So there seems to be a conflict between the social behaviour of these wasps and
the “selfish gene” theory!!]
The
rest of Chapter 7 deals mainly with the many instances of survival of mutual
aid practices, such as communal ownership of land, despite the State’s
determination to stamp out all such institutions.
In
Chapter 8 he first shows how the State attempted unsuccessfully to maintain
control over trade and over production and wages. Although the State found it
was unable to keep hold of these parts of the economy, since the capitalist
class was becoming more powerful all the time, nevertheless it fought to
prevent control falling into the hands of the workers. Laws, in
Kropotkin
goes on to describe the unions and their political counterparts – socialist
parties – in rather over-romanticised tones! (The years of effort and sacrifice
put in to keep a paper going, to get votes, to support each other, without any
personal ambition or hope of personal reward….). He does, however, note that there is
sometimes an element of egotism, even in co-operatives; but underlying it all is
the same spirit of solidarity and mutual aid. (p 230)
The
most intriguing passages in this part of the book are those describing
organisations that we may have forgotten, or that we may not think of as having
anything to do with mutual aid:
-
on the one hand the “friendly societies, unities of odd-fellows, the village
and town clubs organised for meeting the doctor’s bills, the dress and burial
clubs”; “the countless clubs and
alliances for the enjoyment of life, for study and research, for education and
so on” – he enumerates sports clubs, cyclists’ clubs, the Alpine Clubs with
over 100,000 members; the scientific societies (Kropotkin was a geographer,
remember!); Froebel unions (for the education of
children), etc. All are voluntary, and a few hundred years ago would have been
illegal because of the control exercised by the state or the feudal order. Of course, such “civil society” associations
as we now would call them, are still not allowed to exist in many authoritarian
countries today…
-
and on the other hand the Lifeboat Association: volunteers man hundreds of boats up and down the coast and rescue
whoever is in distress at sea, no matter what the conditions; or the way that
miners team up to go to the rescue of their fellows after a mining accident.
Alongside
this, Kropotkin tries to address counter-arguments about selfishness:
When
someone produces an example of people ignoring others’ suffering, he points out
that the miners and fishermen had a sense of community and a common interest, as
well as the common threat from outside (the sea, mining accidents etc) which
create a feeling of solidarity. In the cities there is none of this: we are
separate individuals with no common danger to oppose; moreover there is no
common tradition (or culture) as there is with miners and others, and as the
village communities shared in their stories and epics. Instead, we have the
church which is “anxious to prove that all that comes from human nature is sin”
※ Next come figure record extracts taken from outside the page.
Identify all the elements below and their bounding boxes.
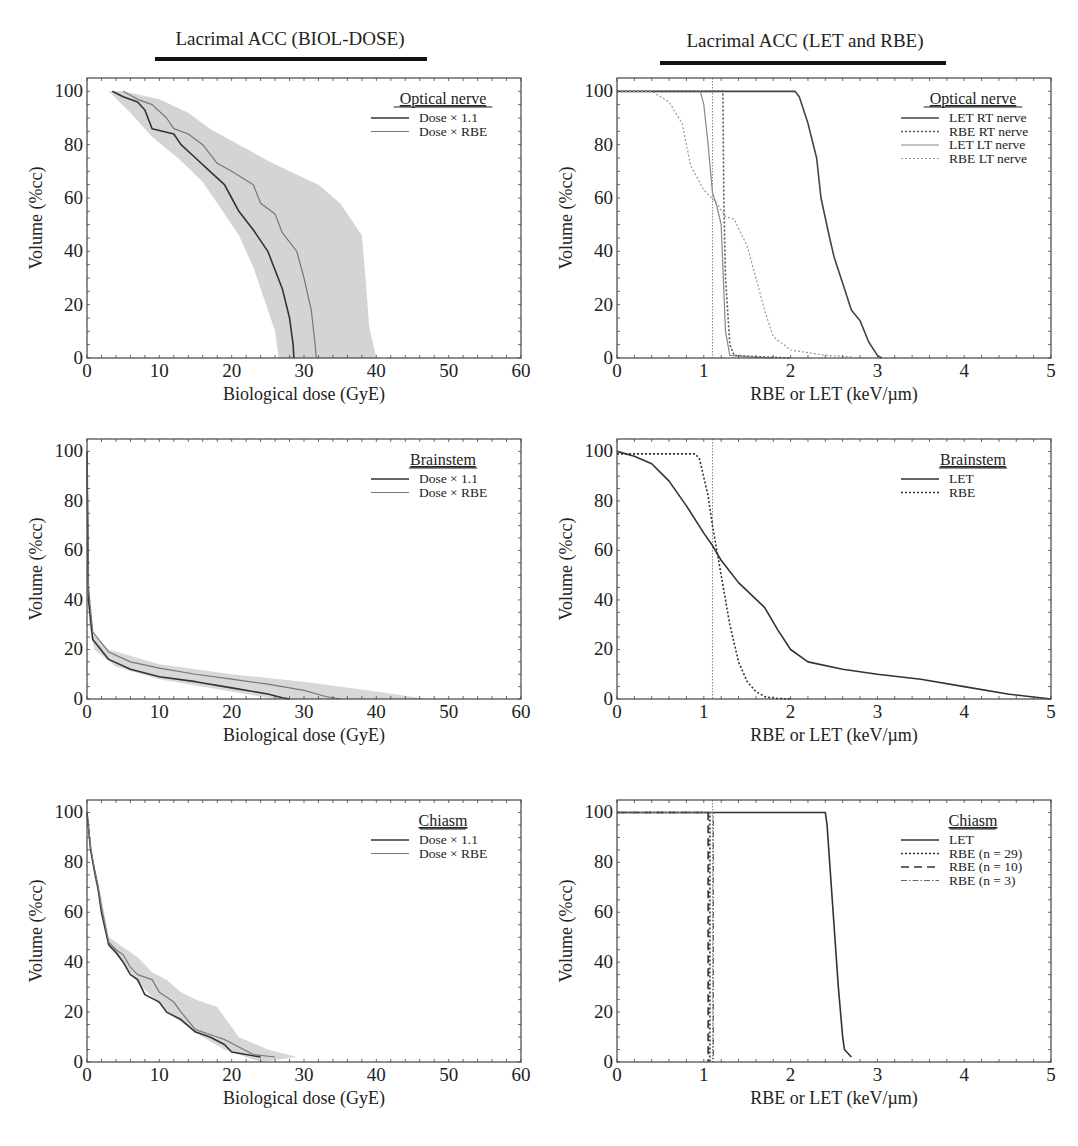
x-tick-label: 0	[82, 701, 92, 722]
x-axis-label: Biological dose (GyE)	[223, 725, 385, 746]
y-tick-label: 80	[594, 490, 613, 511]
x-tick-label: 0	[612, 360, 622, 381]
y-tick-label: 40	[594, 240, 613, 261]
y-tick-label: 60	[64, 901, 83, 922]
y-tick-label: 60	[64, 187, 83, 208]
x-tick-label: 0	[612, 1064, 622, 1085]
legend-entry: RBE	[949, 485, 975, 500]
series-line	[617, 91, 882, 358]
x-tick-label: 40	[367, 701, 386, 722]
x-tick-label: 2	[786, 1064, 796, 1085]
y-tick-label: 40	[594, 951, 613, 972]
x-tick-label: 50	[439, 1064, 458, 1085]
y-tick-label: 0	[74, 347, 84, 368]
x-tick-label: 20	[222, 701, 241, 722]
x-tick-label: 50	[439, 701, 458, 722]
y-tick-label: 0	[74, 1051, 84, 1072]
y-tick-label: 20	[594, 1001, 613, 1022]
y-tick-label: 40	[64, 589, 83, 610]
y-tick-label: 100	[55, 80, 84, 101]
x-tick-label: 2	[786, 360, 796, 381]
x-tick-label: 40	[367, 1064, 386, 1085]
x-tick-label: 30	[295, 701, 314, 722]
x-tick-label: 0	[82, 1064, 92, 1085]
x-tick-label: 20	[222, 1064, 241, 1085]
y-tick-label: 0	[604, 347, 614, 368]
x-axis-label: RBE or LET (keV/µm)	[750, 725, 918, 746]
legend-entry: Dose × RBE	[419, 124, 487, 139]
y-tick-label: 80	[594, 134, 613, 155]
y-tick-label: 20	[64, 1001, 83, 1022]
x-tick-label: 5	[1046, 1064, 1056, 1085]
legend-entry: Dose × RBE	[419, 846, 487, 861]
y-tick-label: 40	[594, 589, 613, 610]
range-band	[87, 451, 427, 699]
series-line	[617, 812, 851, 1057]
y-tick-label: 100	[585, 80, 614, 101]
x-tick-label: 3	[873, 701, 883, 722]
chart-optic-let: 012345020406080100RBE or LET (keV/µm)Vol…	[556, 78, 1056, 405]
series-line	[617, 451, 1051, 699]
x-tick-label: 0	[82, 360, 92, 381]
legend-title: Optical nerve	[400, 90, 487, 108]
figure-canvas: 0102030405060020406080100Biological dose…	[0, 0, 1078, 1146]
y-tick-label: 20	[64, 294, 83, 315]
x-axis-label: Biological dose (GyE)	[223, 1088, 385, 1109]
legend-entry: RBE LT nerve	[949, 151, 1027, 166]
x-tick-label: 10	[150, 1064, 169, 1085]
x-axis-label: Biological dose (GyE)	[223, 384, 385, 405]
range-band	[109, 91, 377, 358]
x-tick-label: 10	[150, 701, 169, 722]
y-axis-label: Volume (%cc)	[26, 517, 47, 620]
x-axis-label: RBE or LET (keV/µm)	[750, 1088, 918, 1109]
series-line	[617, 91, 791, 358]
y-tick-label: 100	[55, 801, 84, 822]
y-tick-label: 0	[604, 1051, 614, 1072]
y-tick-label: 100	[55, 440, 84, 461]
y-tick-label: 80	[64, 851, 83, 872]
y-axis-label: Volume (%cc)	[556, 517, 577, 620]
x-tick-label: 4	[959, 360, 969, 381]
chart-brainstem-dose: 0102030405060020406080100Biological dose…	[26, 439, 531, 746]
y-axis-label: Volume (%cc)	[556, 166, 577, 269]
x-tick-label: 5	[1046, 360, 1056, 381]
x-tick-label: 4	[959, 701, 969, 722]
chart-chiasm-dose: 0102030405060020406080100Biological dose…	[26, 800, 531, 1109]
legend-entry: Dose × RBE	[419, 485, 487, 500]
x-tick-label: 1	[699, 701, 709, 722]
x-tick-label: 3	[873, 360, 883, 381]
legend-title: Chiasm	[949, 812, 998, 829]
y-axis-label: Volume (%cc)	[26, 166, 47, 269]
x-tick-label: 60	[512, 1064, 531, 1085]
legend-title: Brainstem	[940, 451, 1006, 468]
y-tick-label: 40	[64, 240, 83, 261]
chart-optic-dose: 0102030405060020406080100Biological dose…	[26, 78, 531, 405]
y-tick-label: 100	[585, 440, 614, 461]
chart-brainstem-let: 012345020406080100RBE or LET (keV/µm)Vol…	[556, 439, 1056, 746]
x-tick-label: 10	[150, 360, 169, 381]
y-tick-label: 80	[594, 851, 613, 872]
x-tick-label: 0	[612, 701, 622, 722]
series-line	[617, 91, 851, 356]
plot-frame	[617, 439, 1051, 699]
y-tick-label: 80	[64, 490, 83, 511]
y-tick-label: 60	[594, 539, 613, 560]
y-axis-label: Volume (%cc)	[26, 879, 47, 982]
y-tick-label: 20	[594, 294, 613, 315]
chart-chiasm-let: 012345020406080100RBE or LET (keV/µm)Vol…	[556, 800, 1056, 1109]
x-tick-label: 50	[439, 360, 458, 381]
y-tick-label: 60	[64, 539, 83, 560]
x-tick-label: 1	[699, 1064, 709, 1085]
series-line	[617, 454, 791, 699]
x-tick-label: 4	[959, 1064, 969, 1085]
legend-title: Chiasm	[419, 812, 468, 829]
x-tick-label: 3	[873, 1064, 883, 1085]
y-tick-label: 60	[594, 187, 613, 208]
x-tick-label: 30	[295, 1064, 314, 1085]
y-tick-label: 0	[604, 688, 614, 709]
series-line	[617, 812, 708, 1062]
legend-title: Optical nerve	[930, 90, 1017, 108]
series-line	[87, 812, 261, 1057]
x-axis-label: RBE or LET (keV/µm)	[750, 384, 918, 405]
y-tick-label: 20	[594, 638, 613, 659]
(p 234), and writers (and journalists?) whose main idea of heroism is that of
the state or of leading military or political figures.
Later
(p 238) he notes that when the churches do speak of mutual aid they mean
“charity”, which implies the superiority of the giver over the receiver, as
well as attributing supernatural origins to such feelings! After all, the church assisted the state in
its destruction of popular mutual aid institutions. Still, Kropotkin is
generous enough to note that many church bodies do carry out charity work, and
that this must (whatever the church followers themselves believe!) be “an
outcome of the same mutual-aid tendency.”
He
also notes the growth of feelings of international solidarity among people,
despite the “jealousies which are bred by competition” and the historical rivalries
between states with their “provocations to hatred… sounded by the ghosts of a
decaying past.” (ibid)
The
final paragraphs of this remarkable book may be said to fall into romanticism
again: this time it is Kropotkin arguing that charitable acts are more common
among the poor. The stories he tells are touching and sentimental – but before
we dismiss them we should note that recent studies have found that the less
well-off in fact contribute proportionally more to charity than the rich. There
is also no doubt that when he was writing the poor had a stronger sense of
community than they do now.
The
best final comment to make might be that Kropotkin notes two distinct
tendencies in society today: one that favours mutual aid and one that opposes it.
His book, and these notes, were written to encourage the former tendency, and
to discourage pessimistic notions that we will never have control of our own
lives.
3. Further Extracts from Kropotkin’s
writings:
(1)
Comments on “the moral sentiment”: Adam Smith’s
“Theory of Moral Sentiment”, and
“In a fine work, left to slumber
in silence by religious prejudice…(i.e. Adam Smith’s
“Theory of Moral Sentiment” - the book was on the Black List for a century, Kropotkin
says) Adam Smith has laid his finger on the true origin of moral sentiment. He
does not seek it in mystic religious feelings; he finds it in the feeling of
sympathy.
You see a man beat a child. You
know that the beaten child suffers. Your imagination causes you yourself to
suffer the pain inflicted upon the child; or perhaps its tears, its little
suffering face tell you. And, if you are not a coward, you rush at the brute
who is beating it and rescue it from him.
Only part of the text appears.